Where is Gadhafi? Guessing game begins as an era ends in Libya



“Where is Moammar Gadhafi?”, might as well be the 24-dollar question on everyone’s mind, considering the contradicting reports about Gadhafi.

“He’s everywhere, he’s nowhere; he’s negotiating to get out, he will never surrender; who knows?” former United Nations official Mark Quarterman said.

Quarterman however stressed that “how he goes” is the next important question that will influence the reconciliation process in Libya, not just the information that the dictator is on the way out.

“Gadhafi’s mode of leaving is very important,” Quarterman, now with the Center for Strategic and International Studies, told The Envoy. “If he leaves but aspects of his regime stick around—-people who keep the lights on,  and pick up the garbage, and they cooperate with the new transitional authority, that’s a good thing. … But if there’s chaos in his wake,” that would be very bad.

Libyan opposition national Transition Council leader Mustafa Abdel-Jalil said “the Gadhafi era is over”, even as sporadic fighting and pockets of resistance were observed Monday in certain neighborhoods in Tripoli.

The NTC said they had in custody and under house arrest three of Ghadafi’s sons including Mohammed, his eldest son and Seif al-Islam Ghadafi, the heir apparent. They however admitted that they had no idea where Ghadafi, who ruled the nation for 42 years, was.

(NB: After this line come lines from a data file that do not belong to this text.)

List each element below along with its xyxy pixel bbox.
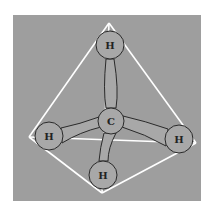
atom-carbon: C	[98, 108, 124, 134]
svg-text:H: H	[105, 40, 114, 51]
bond-c-h1	[105, 59, 118, 108]
atom-h4: H	[89, 161, 117, 189]
atom-h1: H	[96, 31, 124, 59]
svg-text:H: H	[174, 134, 183, 145]
svg-text:H: H	[98, 170, 107, 181]
atom-h2: H	[35, 122, 63, 150]
svg-text:H: H	[44, 131, 53, 142]
svg-text:C: C	[107, 116, 115, 127]
methane-diagram: H H H H C	[0, 0, 217, 215]
atom-h3: H	[165, 125, 193, 153]
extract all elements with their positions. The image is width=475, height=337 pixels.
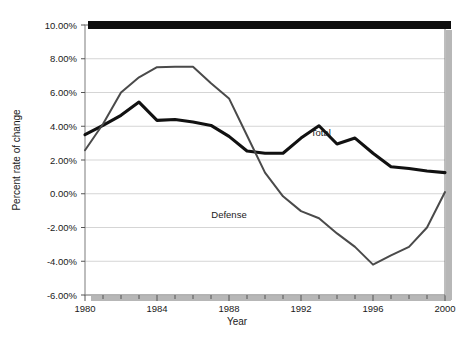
series-label-defense: Defense	[211, 209, 246, 220]
y-axis-ticks	[81, 25, 85, 295]
y-tick-label: 8.00%	[50, 53, 77, 64]
x-tick-label: 1992	[290, 303, 311, 314]
y-axis-tick-labels: 10.00%8.00%6.00%4.00%2.00%0.00%-2.00%-4.…	[45, 20, 78, 301]
x-tick-label: 1996	[362, 303, 383, 314]
y-tick-label: 4.00%	[50, 121, 77, 132]
x-tick-label: 1988	[218, 303, 239, 314]
y-tick-label: 6.00%	[50, 87, 77, 98]
x-tick-label: 1980	[74, 303, 95, 314]
y-tick-label: -4.00%	[47, 256, 78, 267]
x-axis-title: Year	[227, 316, 248, 327]
y-tick-label: 2.00%	[50, 155, 77, 166]
x-tick-label: 1984	[146, 303, 167, 314]
y-tick-label: -2.00%	[47, 222, 78, 233]
y-tick-label: 10.00%	[45, 20, 78, 31]
y-tick-label: 0.00%	[50, 188, 77, 199]
chart-container: 10.00%8.00%6.00%4.00%2.00%0.00%-2.00%-4.…	[0, 0, 475, 337]
x-tick-label: 2000	[434, 303, 455, 314]
y-axis-title: Percent rate of change	[11, 109, 22, 211]
x-axis-tick-labels: 198019841988199219962000	[74, 303, 455, 314]
y-tick-label: -6.00%	[47, 290, 78, 301]
series-label-total: Total	[311, 127, 331, 138]
top-accent-bar	[88, 21, 451, 29]
line-chart: 10.00%8.00%6.00%4.00%2.00%0.00%-2.00%-4.…	[0, 0, 475, 337]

French and British leaders admitted Monday that they are also in the dark about the whereabouts of Ghadafi. A rumour that the Libyan ruler sought refuge in South Africa was also denied by its officials.

“Bab al-Aziziya and the surrounding areas are still out of our control,” Abdel-Jalil told journalists at a triumphant press conference in the rebel stronghold of Benghazi Monday, the Associated Press reported, referring to the Tripoli neighborhood where the Gadhafi compound in located.

“We have no knowledge of Gadhafi being there, or whether he is still in or outside Libya.”Alain Juppe, the French foreign minister, said Monday that “Paris did not know where [Gadhafi] was,” Angus McSwan of Reuters reported. “British Prime Minister David Cameron said London had no confirmation of his whereabouts either.”

American official said Ghadafi may still be in Libya.

“I think that’s probably fair to say that we believe he’s still in the country,” Pentagon spokesman Col. Dave Lapan told journalists Monday, ABC News reported. “On what basis can we say that? Just again, it’s a belief. We do not have any information that he has left the country.”